MIT Researchers Develop Wound Dressings That Act Like Human Tissue
MIT-developed Hydrogel will act like tissue to bridge divide between electronics and human body.
The idea that medical devices might one day cling to our flesh might seem a little creepy — until you see how researchers at MIT are developing a “hydrogel” that could make this prospect a reality, bridging the divide between the human body and electronics.
So-called hydrogels, “polymer networks infiltrated with water,” as MIT mechanical engineering professor Xuanhe Zhao describes them, could serve as this kind of conduit, applying medicine to disease-stricken areas through a wound-dressing composed solely of hydrogel and heat-sensors.
The whole concept is described in a video uploaded to Youtube by MIT today:
Researchers have long described the similarities between human tissue and hydrogel, citing the material’s stretchiness, durability, and ability to adhere to a myriad of surfaces, such as titanium, glass, and silicon.

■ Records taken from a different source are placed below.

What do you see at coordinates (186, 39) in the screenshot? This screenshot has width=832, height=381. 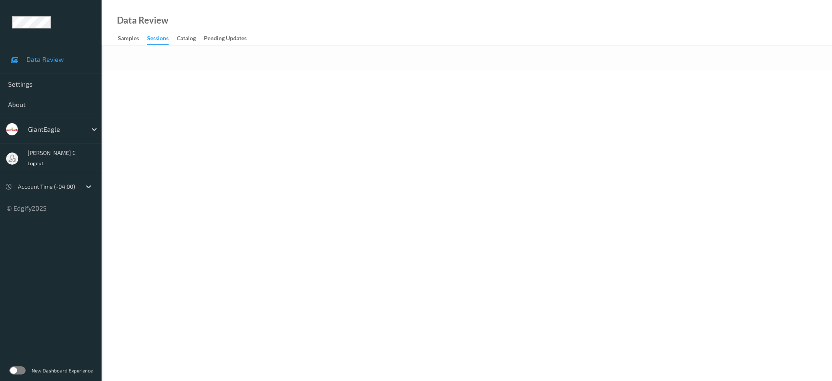 I see `div: Catalog` at bounding box center [186, 39].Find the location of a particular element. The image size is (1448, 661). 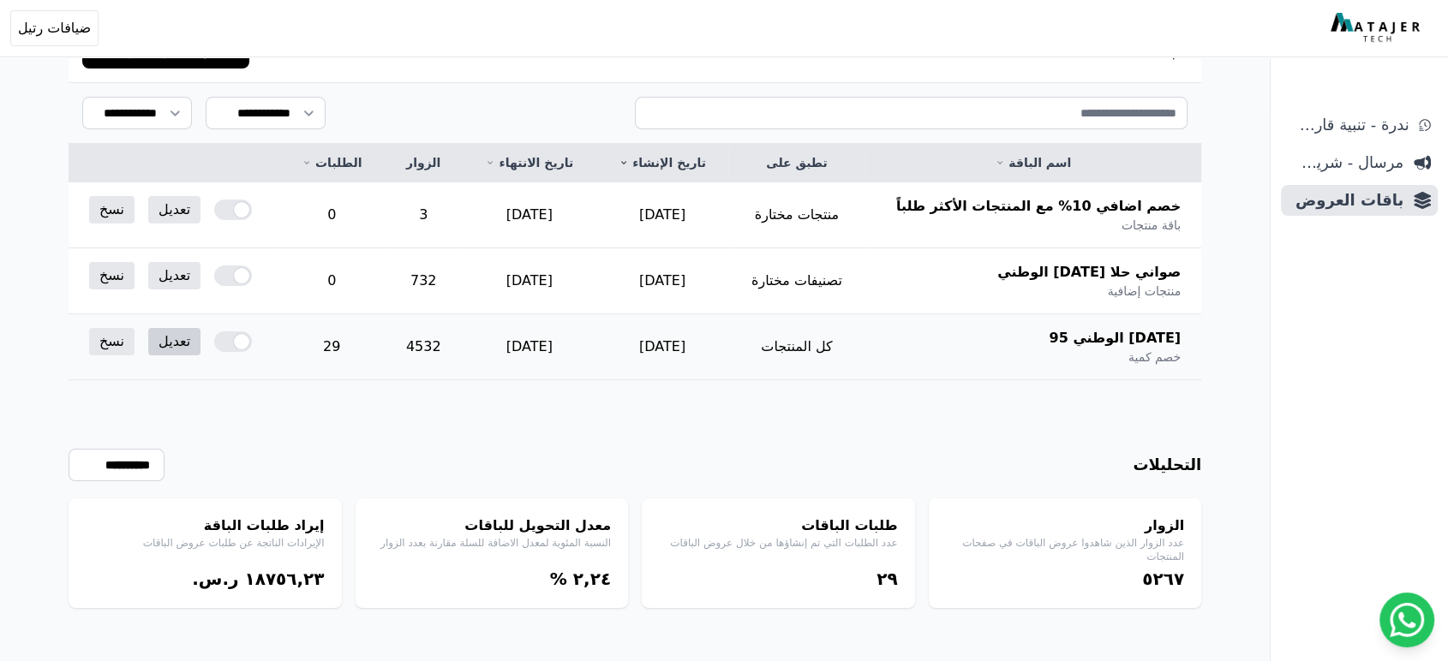

th: الزوار is located at coordinates (423, 163).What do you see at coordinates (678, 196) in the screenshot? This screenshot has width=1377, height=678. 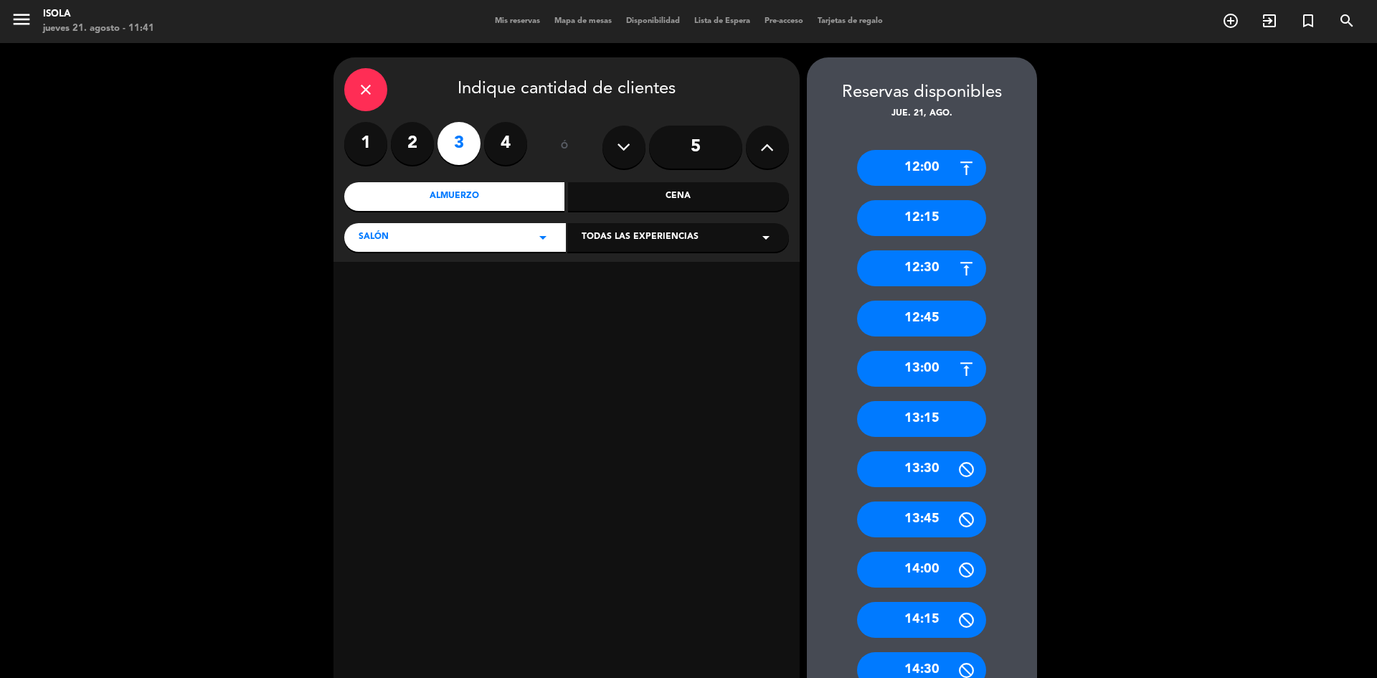 I see `div: Cena` at bounding box center [678, 196].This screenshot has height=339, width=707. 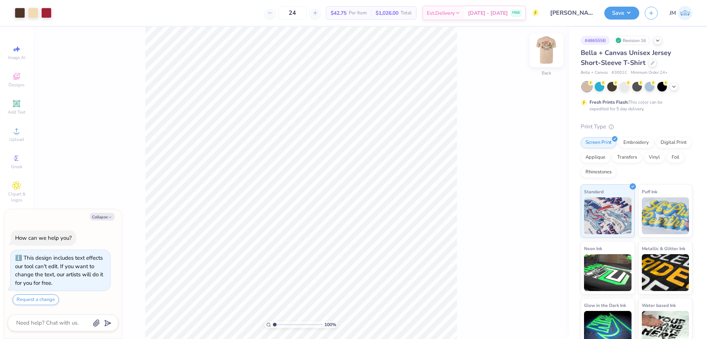 What do you see at coordinates (593, 248) in the screenshot?
I see `span: Neon Ink` at bounding box center [593, 248]. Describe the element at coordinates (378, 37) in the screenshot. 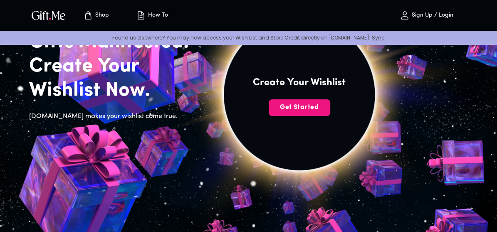

I see `a: Sync` at that location.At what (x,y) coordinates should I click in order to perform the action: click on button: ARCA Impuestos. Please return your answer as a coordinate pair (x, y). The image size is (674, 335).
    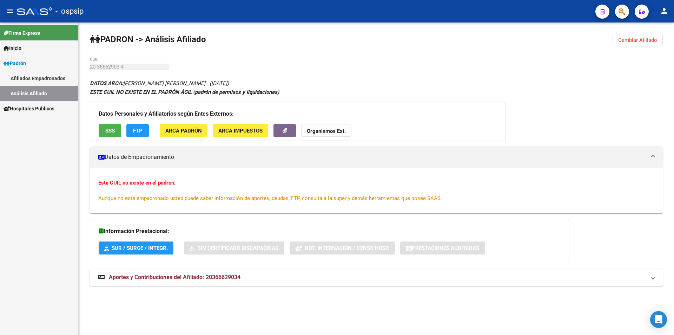
    Looking at the image, I should click on (240, 130).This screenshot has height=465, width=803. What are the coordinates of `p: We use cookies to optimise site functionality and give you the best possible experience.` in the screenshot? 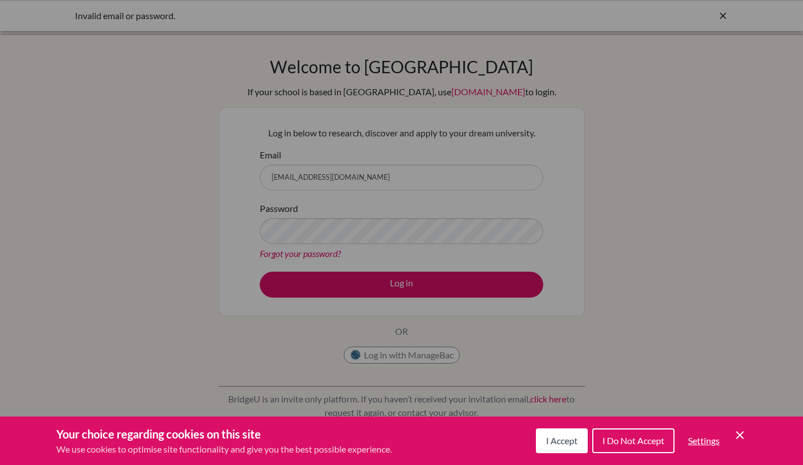 It's located at (224, 449).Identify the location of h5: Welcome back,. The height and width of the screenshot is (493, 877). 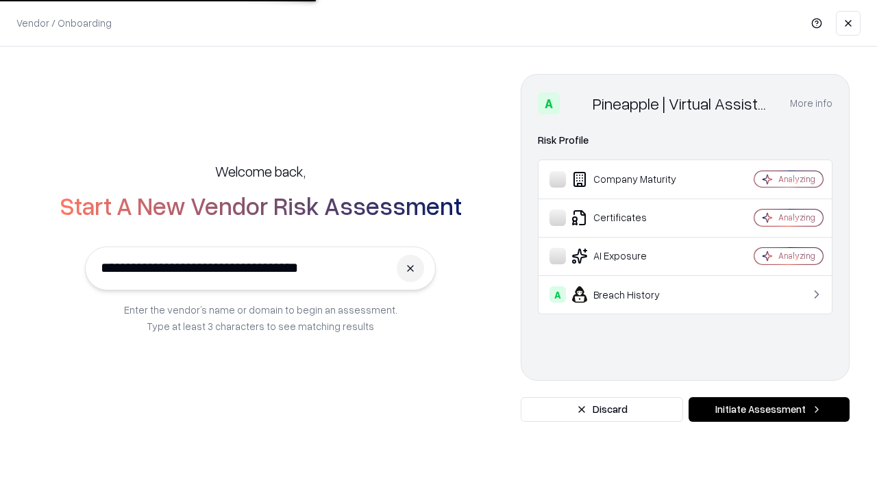
(260, 171).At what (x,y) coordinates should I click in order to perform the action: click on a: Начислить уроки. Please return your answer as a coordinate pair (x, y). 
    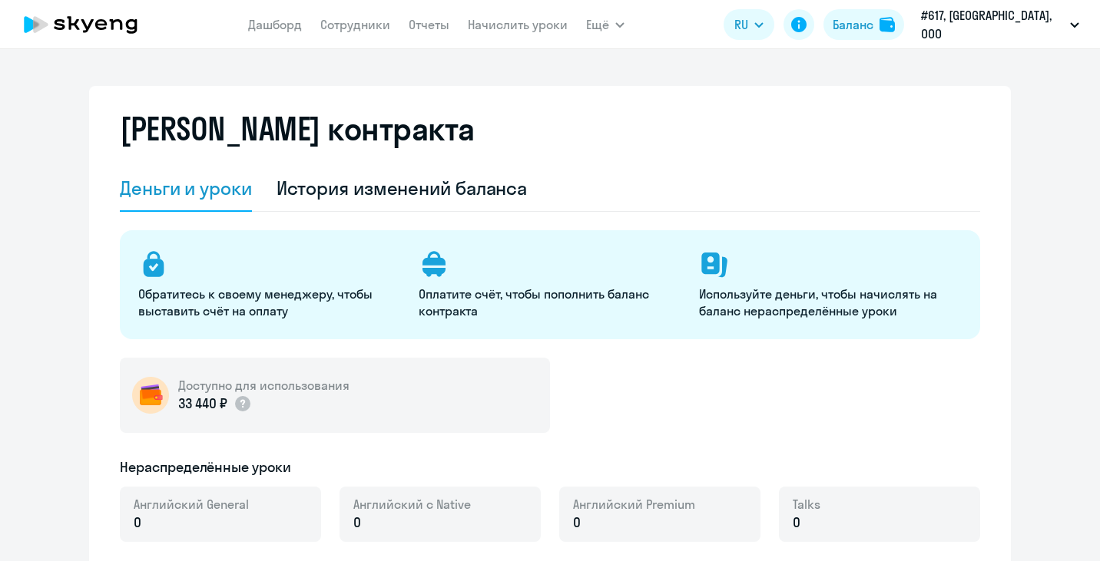
    Looking at the image, I should click on (518, 25). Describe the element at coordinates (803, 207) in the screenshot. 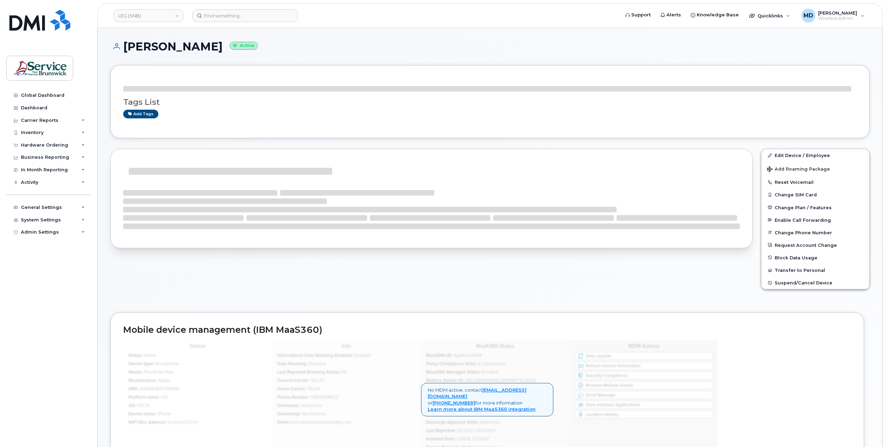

Some Hydrogel is even made of 90 percent water, and puts the hyper-evasiveness of superglue to shame through its elasticity and toughness.
Scientists like Zhao, who have put the material toward medical practice in the past, now hope to potentially treat disease and injuries through a “smart hydrogel wound dressing that integrates different sensors and drug delivery channels.”
According to Zhao, the process would look something like this:
And this:
“When the sensor senses an abnormal temperature in a certain region of the body, the drug delivery channel can automatically deliver a specific type of drug to that location,” Zhao says.
There’s more than just heat sensors involved, however. Zhao’s team notes that conductive wires, semiconductor chips, and LED lights are also employed in this newfangled wound dressing.
The net-effect is something of a human circuit board that mimics “the physiological and mechanical properties of the human body,” according to Zhao.
Zhao, who helps lead MIT’s Soft Active Materials Laboratory, sees the application of hydrogels in the medical field as an exciting and practical opportunity that hasn’t really been mastered yet.
“We’d like to explore various types of hydrogel-based implantable devices,” he says.